Friday, June 17, 2005

Founding Prospectus

"We shall eliminate any unfair profit seeking practices [and] constantly emphasise activities of real substance"
Masaru Ibuka, 1908 - 1997 (Founder and Chief Advisor, Sony Corporation).

4 comments:

Anonymous said...

I wish you luck, Dan.

I've been involved in independent movie rental and retail, and games retail/trading for over ten years as a store assistant, and then as a store owner, and then, four years ago, I bought the store I had spent so much time in.

No sooner had I bought it, than an onslaught of anti-competitive action began from all angles. Chain stores started closing independent stores down with ridiculous offers and unfair trading practices. We survived. Then, not only did an independent games store open up to compete with us, throwing stupid amounts of money into buying vast quantities of used stock in order to force us out of the market, but also a Chain store, in the guise of an 'independent' franchise, came in to a tiny town to steal everyone's pie.

In independent movie rental and retail, Region 1 importing seemed to be the answer, and while Play.com and others survived from Jersey and are doing incredibly well, the independents were once again the entrepreneurs (and lets not forget, independents started both these businesses) who got burned for being entrepreneurial, always falling foul of the ever shifting interpretations of 'copyright'...

Deprived of that, then the movie studios (and Sony are a big culprit) decided to change the model. If you're a chain store, you can stock a movie cheap enough to sell at £12.99. If you're an independent, you can't sell for less than the £19.99 retail price. If you're chain rental, you can stock rental copies for not much more than the £12.99... if you're independent rental, you can pay between £30-£40 inc VAT for the same product, all defended, once again, under European Copyright Law.

You can appeal to the OFT, and get ignored. You can appeal against monopolies, and get ignored. You can appeal to the courts and say 'we've never voted to be legislated by Europe, so why can't we have our own common sense copyright laws' and you'll be ignored. You'll be faced with the same blasé manner of the corporate giant who can outspend you on legal fees and wait for you to cave in order to never have to have a court verdict, and simply make you pay for your own bankruptcy.

We turned to selling DVD players... and yet now the bottom has fallen out of the market there because the supermarkets insist on selling cheap garbage to set the precedent for what a piece of good electronics should look like...

Everywhere we independent entrepreneurs turn, we're constantly faced with opposition from those who are terrified that we'll actually make money doing it.

The statistics tell the truth on the Region 1 DVD market... They go after independents because they're an easy target with no real means of defence.
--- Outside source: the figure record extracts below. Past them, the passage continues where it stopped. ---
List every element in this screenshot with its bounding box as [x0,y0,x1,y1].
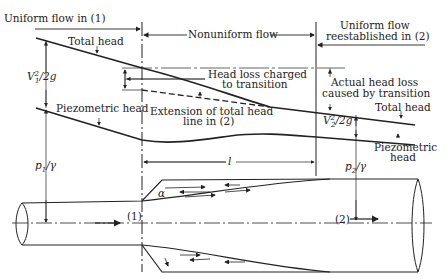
label-v1-velocity-head: V21/2g [27,70,57,85]
label-uniform-flow-1: Uniform flow in (1) [4,12,105,24]
label-piezometric-head-left: Piezometric head [56,102,149,114]
label-expansion-angle: α [158,187,165,199]
label-piezometric-head-right-line2: head [390,151,416,163]
label-transition-length: l [228,155,231,167]
label-section-1: (1) [127,210,142,222]
label-total-head-left: Total head [68,35,124,47]
label-actual-loss-line2: caused by transition [322,87,430,99]
label-uniform-flow-2-line2: reestablished in (2) [326,30,430,42]
label-p2-pressure-head: p2/γ [345,160,367,175]
label-v2-velocity-head: V22/2g [323,114,353,129]
label-nonuniform-flow: Nonuniform flow [188,28,278,40]
label-head-loss-line2: to transition [222,78,288,90]
label-total-head-right: Total head [375,101,431,113]
expansion-head-loss-diagram: Uniform flow in (1) Nonuniform flow Unif… [0,0,447,279]
label-extension-line2: line in (2) [183,115,234,127]
label-p1-pressure-head: p1/γ [35,159,57,174]
label-section-2: (2) [335,213,350,225]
They leave the big boys alone because 30% or more of all DVD's sold in America wind up in foreign markets. Imagine them slashing that, and losing 30% of their profits in the USA....
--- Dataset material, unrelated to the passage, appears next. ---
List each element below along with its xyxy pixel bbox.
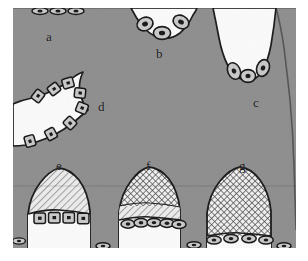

There's room for both markets, and we're supposed to live in a world of fair and free trade. This is protectionism and nothing more. The giants will form cartels to suit their ends and government will overlook it... They will ride roughshod over independents until there is nothing left at all, except the chains, who will then become the enemy, because they will then have the power to dictate to the giants how it's going to be.
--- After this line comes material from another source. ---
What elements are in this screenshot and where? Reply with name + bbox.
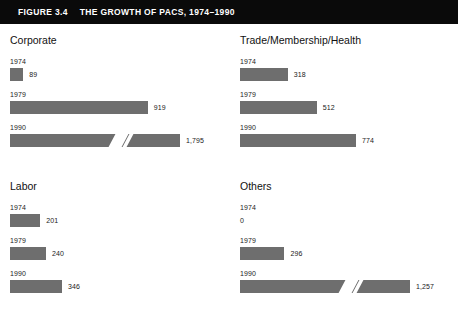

We're making a horrible world for ourselves...

Support independents and support free enterprise!!!

Dan Morelle said...

Thanks for your support Steve (unofficial guest blogger today!)

I keep reminding myself: business is business. They made a commercial decision and they think they can profit from it. Businesses will always interpret the law in a way that will maximise their profit. Mr Ibuka has always been a role model of mine, I wonder what he would say about what his company is doing?

If I were running Sony I would have tried to find a way to work with importers to mutually benefit all parties. They are a litigious lot, perhaps all the endless ‘killing’ has driven them mad?

Perhaps their R&D lot have developed a crystal ball and they can see that my company will one day be their major rival...’wipe them out, all of them’.

The more paper they send me the brighter my fire is burning.

(if you work for SJ Berwin or some other legal representative of the Claimants, just to clarify, that last statement is a metaphor, of course any letters you send me are being kept, read, read again, and filed...jeeez)

I will be giving away 1 x £20 voucher to spend at electricbirdland.co.uk if you can tell me which movies I have quoted from in this post.

Anonymous said...

'Wipe them out, all of them’

Was that from Star Wars Episode III? Actually I can't really tell what movies you quoted from there!

My regards to your ongoing court case. I hope all goes smoothly with no scars left on both parties. I really wonder what Sony is up to...

Anonymous said...

It was The Phantom Menace i think, not EpIII.

Good luck with this Dan !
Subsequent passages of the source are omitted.